I’ve been using AVR for VR fairly successfully recently on Linux. I’m not massive on VR but it’s a much better experience than quest native, other than very slow load times.
Awesome thanks! Has mine! Hopefully someone does similar for the NZXT Kraken Elite display, but I can live with the large temperature number.
Link? I have some rgb ram I’m waiting on something like this for. Happy to donate!


CTRL+SHIFT+L to sync my room lights to the screen using huenicorn. Plan on hooking up openrgb as well when I can be bothered to write a script.
Try a mesh VPN and SSH would be my advice


WIN+R , “shell:startup” in future by the way.
The other list you saw is programs that have added thier own AutoRuns registry keys.


Disabling compression in HTTPS is advised to prevent specific attacks, but this is not about compression weakening encryption directly. Instead, it’s about preventing scenarios where compression could be exploited to compromise security.

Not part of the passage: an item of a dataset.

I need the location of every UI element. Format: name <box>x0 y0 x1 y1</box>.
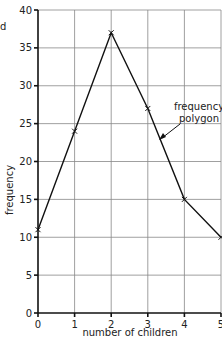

The compression attack is used to leak information about the content of the encrypted data, and is specific to HTTP, probably because HTTP has a fixed or guessable structure.
Ignore me if I’m being stupid, but could you just not give it internet? A lot of TVs have high spec CPU/APU these days and complicated firmware, surely ability to update the firmware for these is necessary for patches/feature improvements. They probably think it’s silly not to include software if they can, but I agree the software experience is often a bit of a let down. LGs been good, but admittedly I block all telemetry on my network so wouldn’t notice any downsides.